Two Shell Icons 12″ (Mainframe Audio)
What if there was some bliss to be had in the imminent augmented virtual-reality zone? That seems to be the question posed by London’s Two Shell on their superb new EP, which looks far into a digital future with a quirky optimism and the beats to back it up. They got their start with Bristol’s Livity Sound, and I can certainly hear their techno bangers in the context of labelmates Peverelist and Hodge, but Two Shell have come out and defined their own aesthetic with careful detail here. A good part of that comes from the “mad futuristic vox” (that description comes from a Bandcamp commenter), which pop in and out of these nu-rave tunes like an AI customer-service attendant checking in to make sure you’re partying at optimal levels. Reminds me of Al Wootton under his Deadboy alias given a turbo-charged upgrade, music that has big-room hooks and abundant personality, as likely to call to mind classic trance tracks as the utopian vision of Drexciya and the playful impishness of Zomby. Following Sophie’s untimely passing, I thought I might not encounter a British electronic artist as joyously abnormal as hers for a while, but Icons is filling that void with all of its confetti-colored splendor.

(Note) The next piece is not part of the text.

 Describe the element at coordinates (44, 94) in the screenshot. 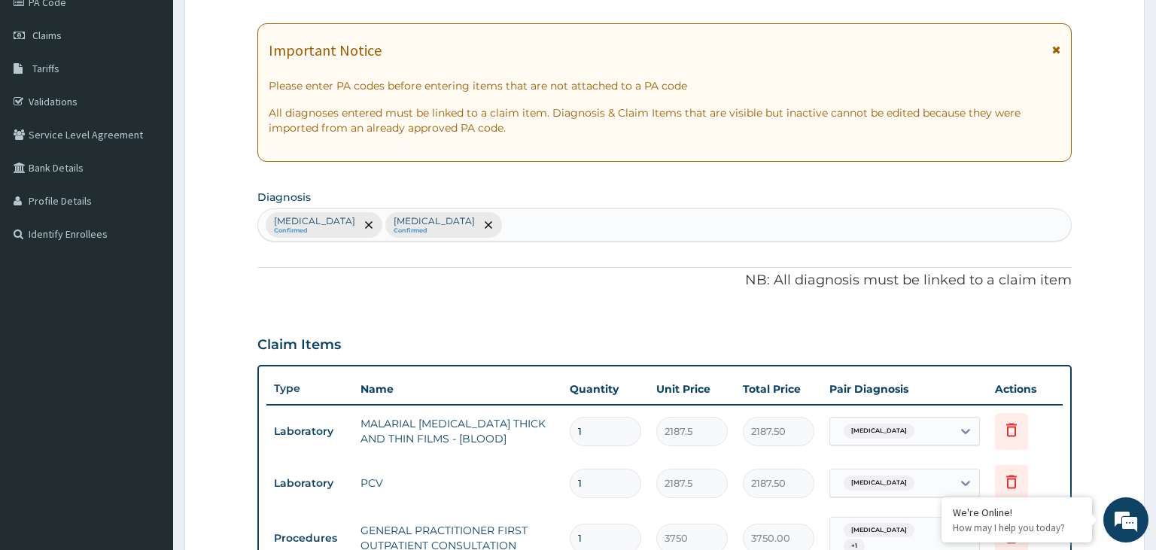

Labyrinth Of Memories compilation 2xLP (Kashual Plastik)
For as long as I’ve been around, compilations have played a pivotal role in defining scenes, providing some sort of much-needed aesthetic cartography as groups of like-minded folks do their respective things in a similar time or place. It’s about time then that someone put together a collection of the global lo-fi bedroom sound-collage ambient abstracted post-post-punk scene that has bubbled up over the past few years, and this sure seems to be it! Across four sides of vinyl and no less than thirty-one tracks, Labyrinth Of Memories does a masterful job of providing a sort of who’s who (and who’s not who) of that loosely-congealed scene. Not only does it put together some of my favorite names in that sub-underground – Monokultur, Mosquitoes, Hypnotic Sleep, People Skills, Brannten Schnüre to name a few – Kashual Plastik does us the service of locating top-quality lesser-knowns in a scene that, at its peak, is lesser known. The globe is fully combed here, with a few North American artists, a handful of Australians and majority European representation, a United Nations of quiet bookish weirdos armed with acoustic guitars, portable tape recorders, borrowed synths and a nagging desire to assemble it all into some sort of crude sonic art. By the time you make it to the final two tracks, Loopsel’s enchanting ambient guitar and Thomas Bush’s alternate-reality-emo rendition of “Private Dancer”, I’d hope that you already have a rough idea of the private basement recording project you intend to create.